Paul recently showed a new piece of sound work ‘McKenzie’
at St. Andrew’s Church, Rodney Street, Liverpool as part of Liverpool
Sound City.
Emily Speed
Emily Speed is based at The Royal Standard studios in Liverpool. Her work
is an ongoing exploration into the relationships between architecture
and human anatomy: the body as a building that houses the mind. Particularly
drawn to the more uninhabited spaces of buildings; corners, recesses,
passageways, stairways, entrances and exits.

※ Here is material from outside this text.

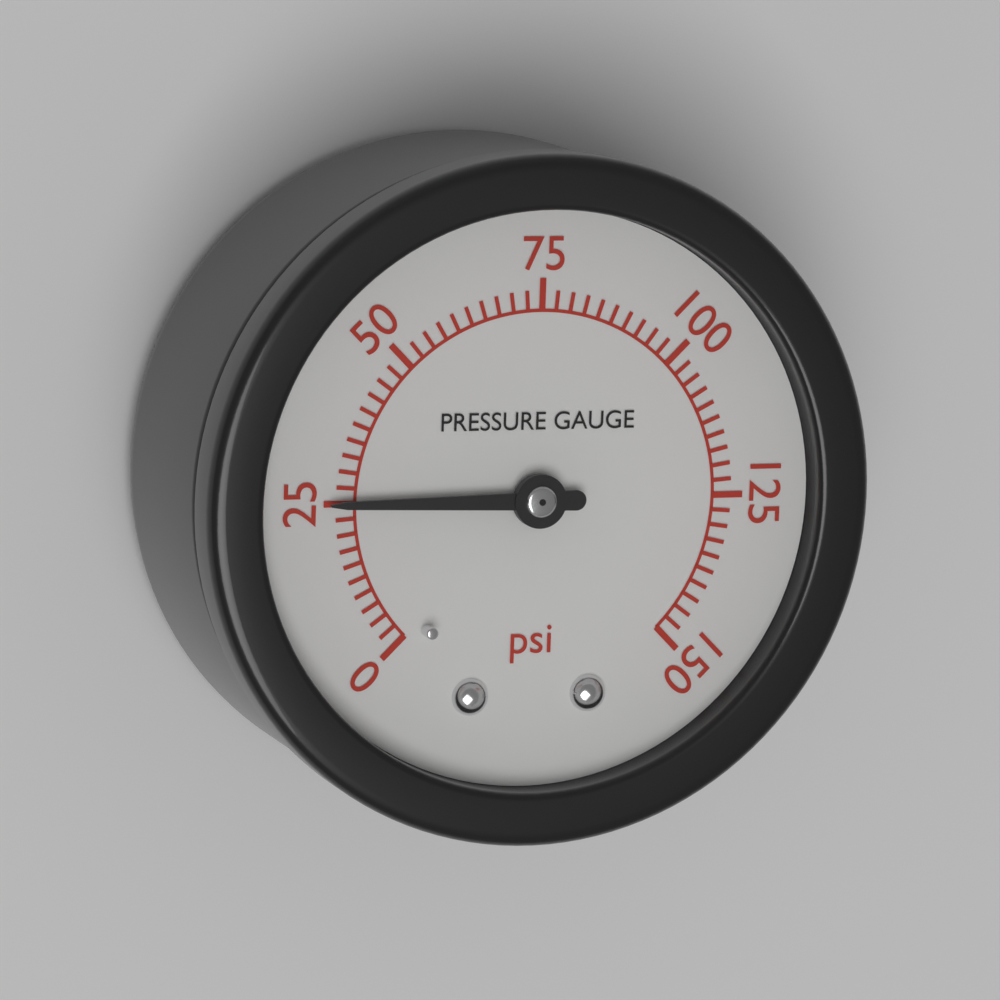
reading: 25.0 psi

Speed constructs models of sorts; a kind of immaterial architecture that
plots out her personal space. Her work is also concerned with the enduring
sense of memory and/or personal identity that is often embedded into built
space.
Emily is currently the Feiweles Trust bursary holder at Yorkshire Sculpture
Park, where she will exhibit her work in 2011 for her first solo exhibition,
she will also exhibit this autumn at Showreel Project in Milan. Emily
recently took part in the A Curriculum residency at A Foundation in Liverpool
this spring and has previously completed residencies at Salzamt Atelierhaus,
Linz with Liverpool Biennial, Women's Studio Workshop, New York State
and Hospitalfield Trust, Arbroath.
The Prize:
There will be an award ceremony on Wednesday 30 June 2010 at METAL with
£2000 going to the overall winner and £1000 to the artist
chosen by gallery visitors during the exhibition. At a later date the
Overall Winner will have the opportunity to show work in ‘the flat’
are of the Walker Art Gallery.
The Liverpool Art Prize was founded by
in 2008 during Liverpool’s Capital of Culture year. The winner of
the inaugural prize was Imogen Stidworthy and The Singh Twins were the
People’s Choice. The 2009 prize was won by AL and AL with Elizabeth
Willow winning the People’s Choice award.